Teaching and Measuring: How Empirical Research Made Me Rethink Exam Design
- Dr. Roee Sarel

- 1 day ago
- 3 min read
I am often asked how my teaching informs my research and vice versa. The intersections are more frequent than one might expect, but let me share one practice I have recently adopted that I find particularly valuable.
Exams as Sampling Instruments
In my course on Empirical Legal Studies, I teach students about sampling—the idea that we measure a phenomenon by drawing a random sample from a population rather than observing the entire population. The rationale is straightforward: surveying every member of a population is typically too costly or logistically impractical.
I have been thinking about what this logic implies for exam design. As professors, we write questions intended to evaluate a student's knowledge. If we think of that knowledge as the "population," then each exam question is, in effect, a sample drawn from the student's understanding—sometimes quasi-random, sometimes not. This framing raises an important question: how many questions should an exam contain? One? Two? Fifteen?
The answer, I believe, follows directly from sampling theory. Our goal should be to ask questions for which the quality of answers is not strongly correlated—that is, questions that capture independent dimensions of a student's understanding. For example, if I teach students about (i) the Coase Theorem and (ii) efficient breach, I should only ask about both topics if I believe they measure something meaningfully different. If every student who understands the Coase Theorem also understands efficient breach, there is little value in asking about both—doing so would amount to sampling the same construct twice.
Using Statistical Tools to Evaluate Exam Questions
This is where research methodology informs teaching practice. To determine whether my exam questions are capturing distinct aspects of student knowledge, I use statistical software to examine the correlations between question scores.
Consider a recent exam in a Law & Economics course, where I posed three questions. The first addressed supply and demand: students were given a scenario involving an external event (such as a tax) and asked to analyze its effects on equilibrium price, equilibrium quantity, and consumer surplus. The second tested game theory: students were asked to construct a payoff table, solve for the Nash Equilibrium, and discuss what changes when the game is transformed from a static to a dynamic setting. The third question asked students to identify a market failure and briefly discuss how a behavioral Law & Economics intervention might address it.
After grading the exams according to a standardized rubric, I computed the inter-question correlation matrix (excluding one outlier who produced largely nonsensical responses and received near-zero marks overall)

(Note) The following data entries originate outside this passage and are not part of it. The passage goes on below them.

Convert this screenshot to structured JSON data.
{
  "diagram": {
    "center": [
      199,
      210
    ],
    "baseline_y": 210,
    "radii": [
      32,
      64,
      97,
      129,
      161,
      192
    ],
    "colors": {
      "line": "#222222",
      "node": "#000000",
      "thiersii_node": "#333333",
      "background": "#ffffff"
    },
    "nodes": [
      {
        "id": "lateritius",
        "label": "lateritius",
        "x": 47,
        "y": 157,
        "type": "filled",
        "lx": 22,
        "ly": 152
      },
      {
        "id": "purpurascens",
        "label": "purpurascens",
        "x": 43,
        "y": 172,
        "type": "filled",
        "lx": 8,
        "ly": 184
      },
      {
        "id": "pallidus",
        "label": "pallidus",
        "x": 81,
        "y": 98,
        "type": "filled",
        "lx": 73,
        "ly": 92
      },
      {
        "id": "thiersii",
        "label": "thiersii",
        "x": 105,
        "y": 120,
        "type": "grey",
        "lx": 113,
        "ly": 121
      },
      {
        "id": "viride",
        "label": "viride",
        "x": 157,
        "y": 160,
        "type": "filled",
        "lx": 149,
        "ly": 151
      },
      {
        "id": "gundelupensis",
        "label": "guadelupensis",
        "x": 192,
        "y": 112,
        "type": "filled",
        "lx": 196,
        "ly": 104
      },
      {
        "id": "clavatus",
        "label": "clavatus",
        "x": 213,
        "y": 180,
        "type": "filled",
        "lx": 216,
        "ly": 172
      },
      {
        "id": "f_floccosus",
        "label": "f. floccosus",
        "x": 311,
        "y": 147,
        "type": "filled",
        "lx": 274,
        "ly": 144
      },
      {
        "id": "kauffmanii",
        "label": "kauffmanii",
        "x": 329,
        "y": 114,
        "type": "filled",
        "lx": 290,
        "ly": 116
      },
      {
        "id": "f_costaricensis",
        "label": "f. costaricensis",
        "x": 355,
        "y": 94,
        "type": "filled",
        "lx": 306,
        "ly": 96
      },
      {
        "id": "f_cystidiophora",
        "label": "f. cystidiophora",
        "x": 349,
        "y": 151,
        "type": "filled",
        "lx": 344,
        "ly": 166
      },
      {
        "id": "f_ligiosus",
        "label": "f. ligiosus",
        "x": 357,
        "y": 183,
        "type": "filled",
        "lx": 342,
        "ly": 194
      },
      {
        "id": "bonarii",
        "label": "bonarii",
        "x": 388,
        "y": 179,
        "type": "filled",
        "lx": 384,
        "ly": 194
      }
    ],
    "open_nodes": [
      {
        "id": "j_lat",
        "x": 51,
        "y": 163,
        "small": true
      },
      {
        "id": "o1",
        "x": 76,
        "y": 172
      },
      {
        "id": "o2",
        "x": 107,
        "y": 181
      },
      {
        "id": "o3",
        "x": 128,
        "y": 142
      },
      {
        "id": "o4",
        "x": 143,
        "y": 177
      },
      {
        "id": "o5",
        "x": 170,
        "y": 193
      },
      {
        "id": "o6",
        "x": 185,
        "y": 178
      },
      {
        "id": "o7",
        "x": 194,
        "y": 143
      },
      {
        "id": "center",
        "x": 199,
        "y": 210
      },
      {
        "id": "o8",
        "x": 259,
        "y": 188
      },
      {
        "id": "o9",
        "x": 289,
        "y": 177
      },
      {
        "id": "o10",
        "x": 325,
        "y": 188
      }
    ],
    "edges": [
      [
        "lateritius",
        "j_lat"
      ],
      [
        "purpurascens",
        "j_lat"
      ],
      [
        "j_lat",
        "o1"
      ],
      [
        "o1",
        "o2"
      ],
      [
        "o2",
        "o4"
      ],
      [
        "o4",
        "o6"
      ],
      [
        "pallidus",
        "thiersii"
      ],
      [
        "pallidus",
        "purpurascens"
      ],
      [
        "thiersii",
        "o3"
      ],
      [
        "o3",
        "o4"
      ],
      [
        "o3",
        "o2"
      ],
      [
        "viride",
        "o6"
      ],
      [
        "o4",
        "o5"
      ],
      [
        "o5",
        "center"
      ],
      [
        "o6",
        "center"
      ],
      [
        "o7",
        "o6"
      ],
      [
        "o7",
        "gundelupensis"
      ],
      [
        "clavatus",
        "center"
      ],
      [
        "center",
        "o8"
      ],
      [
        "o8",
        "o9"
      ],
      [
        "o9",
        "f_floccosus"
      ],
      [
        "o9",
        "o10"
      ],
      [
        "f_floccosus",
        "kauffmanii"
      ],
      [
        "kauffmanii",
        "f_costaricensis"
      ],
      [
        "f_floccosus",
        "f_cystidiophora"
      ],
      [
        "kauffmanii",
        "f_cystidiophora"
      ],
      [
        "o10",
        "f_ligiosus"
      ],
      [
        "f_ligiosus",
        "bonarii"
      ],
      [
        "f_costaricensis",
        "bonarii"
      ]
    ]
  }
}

The results are instructive. Question 1 was not significantly correlated with Questions 2 or 3—exactly the pattern one hopes to see, as it indicates that the first question captures a distinct dimension of understanding. Questions 2 and 3, by contrast, showed a statistically significant correlation (r = 0.42, p < 0.05). This suggests some overlap, but given that the correlation is moderate rather than strong, the third question likely contributes meaningful additional explanatory power.
Scatter plots further illustrate these relationships (here below, as an example, the scatter of question 2 versus 3):

Why This Matters
I am motivated to refine this approach for at least two reasons. First, there is the practical consideration of efficiency: grading exams is time-intensive, and if a question does not generate additional information about a student's ability, the effort spent drafting and evaluating it is poorly allocated. Second, and more importantly, if all questions on an exam effectively measure the same underlying construct, I risk penalizing capable students who happen to struggle with one particular topic while performing well across others.
My hope is that, over time, applying empirical research methods to my own teaching practice will help me design more effective assessments—and ultimately become a better educator.